_How to complete this task_
Reproduce each record exactly. The pictures should be skipped.

-- Information shown follows --

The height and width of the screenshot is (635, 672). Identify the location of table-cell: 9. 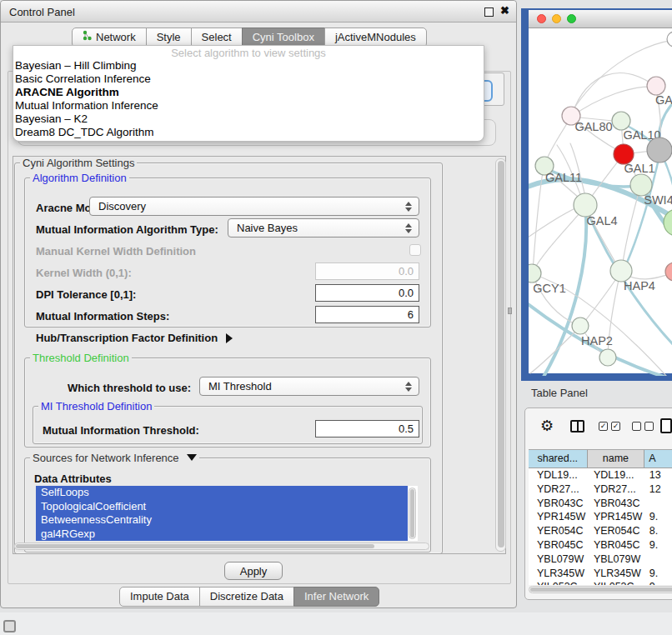
(659, 582).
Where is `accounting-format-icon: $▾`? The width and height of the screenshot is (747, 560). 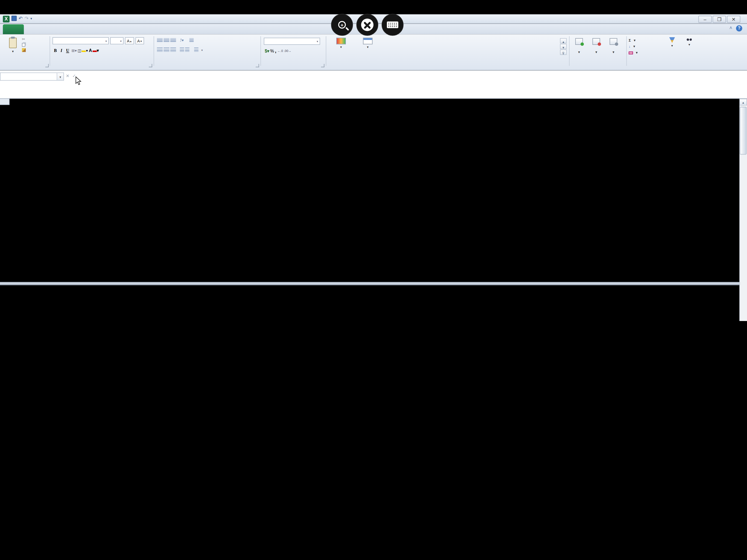
accounting-format-icon: $▾ is located at coordinates (267, 51).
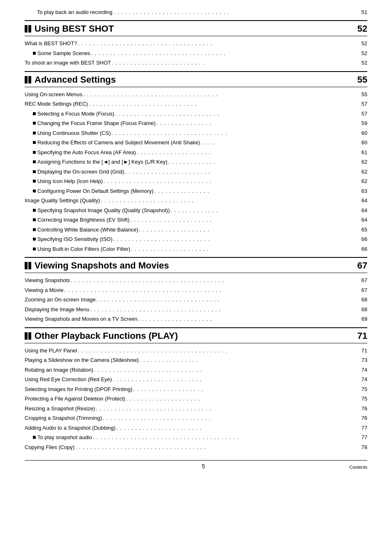 The image size is (392, 558). Describe the element at coordinates (361, 162) in the screenshot. I see `entry-page: 62` at that location.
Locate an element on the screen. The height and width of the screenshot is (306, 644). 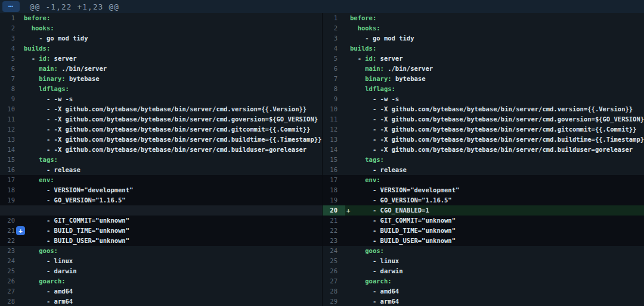
code-line: - -X github.com/bytebase/bytebase/bin/se… is located at coordinates (169, 150).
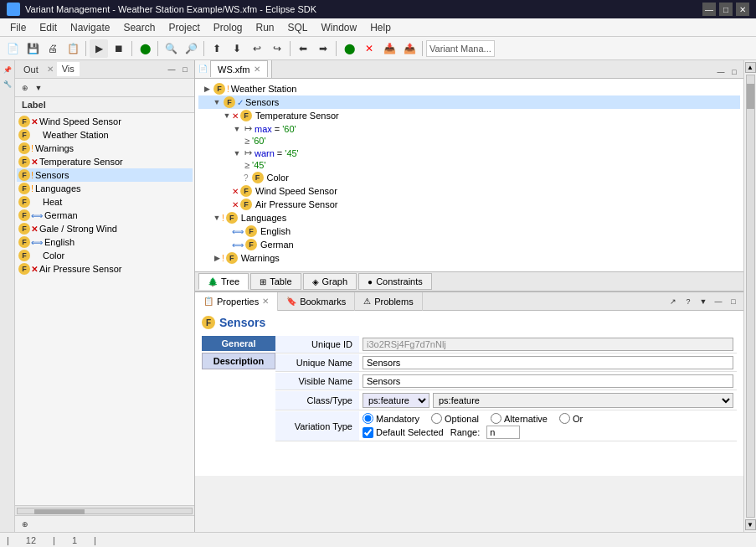 The width and height of the screenshot is (756, 547). I want to click on panel-external-btn: ↗, so click(673, 302).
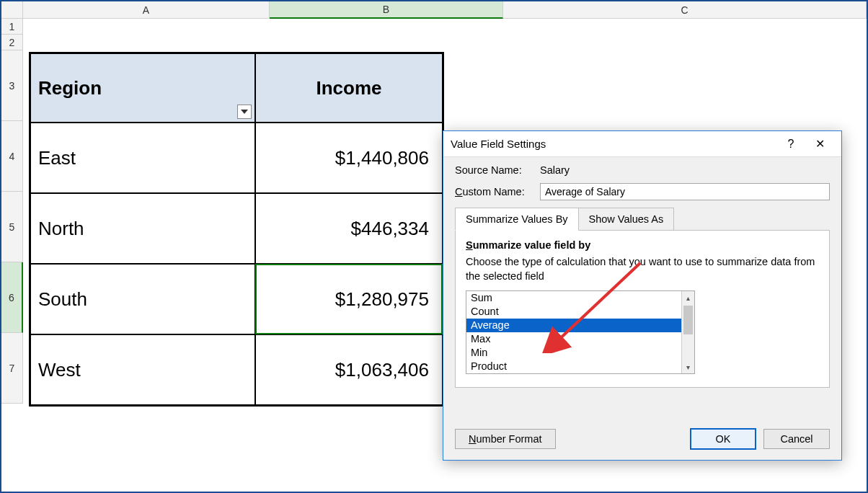 This screenshot has width=868, height=493. Describe the element at coordinates (574, 353) in the screenshot. I see `list-item-min: Min` at that location.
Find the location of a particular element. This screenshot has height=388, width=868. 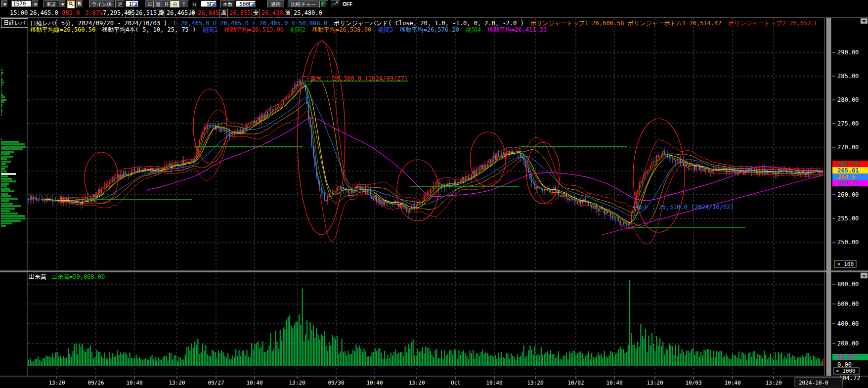

indicator-header-segment: 移動平均線=26,560.50 is located at coordinates (63, 30).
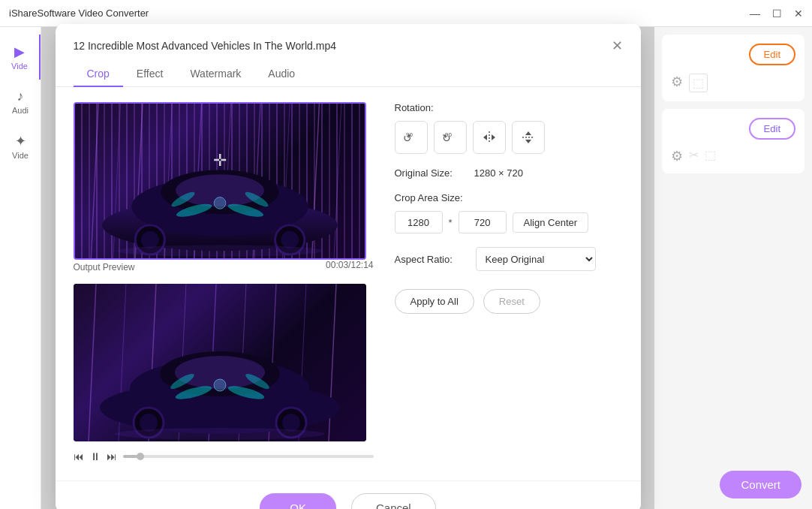 Image resolution: width=812 pixels, height=509 pixels. Describe the element at coordinates (20, 146) in the screenshot. I see `sidebar-item-video2: ✦ Vide` at that location.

-- Information shown concluded --

_Task output_
The height and width of the screenshot is (635, 672). Identify the location of table-cell: 9. 
(659, 582).
Where is `accounting-format-icon: $▾`? The width and height of the screenshot is (747, 560). 
accounting-format-icon: $▾ is located at coordinates (267, 51).
 The image size is (392, 558). Describe the element at coordinates (361, 162) in the screenshot. I see `entry-page: 62` at that location.
Locate an element on the screen. The height and width of the screenshot is (306, 644). 
code-line: - -X github.com/bytebase/bytebase/bin/se… is located at coordinates (169, 150).
 The width and height of the screenshot is (756, 547). I want to click on panel-external-btn: ↗, so click(673, 302).
 This screenshot has width=868, height=493. Describe the element at coordinates (574, 353) in the screenshot. I see `list-item-min: Min` at that location.
Find the location of a particular element. This screenshot has height=388, width=868. 

indicator-header-segment: 移動平均線=26,560.50 is located at coordinates (63, 30).
 Image resolution: width=812 pixels, height=509 pixels. Describe the element at coordinates (20, 146) in the screenshot. I see `sidebar-item-video2: ✦ Vide` at that location.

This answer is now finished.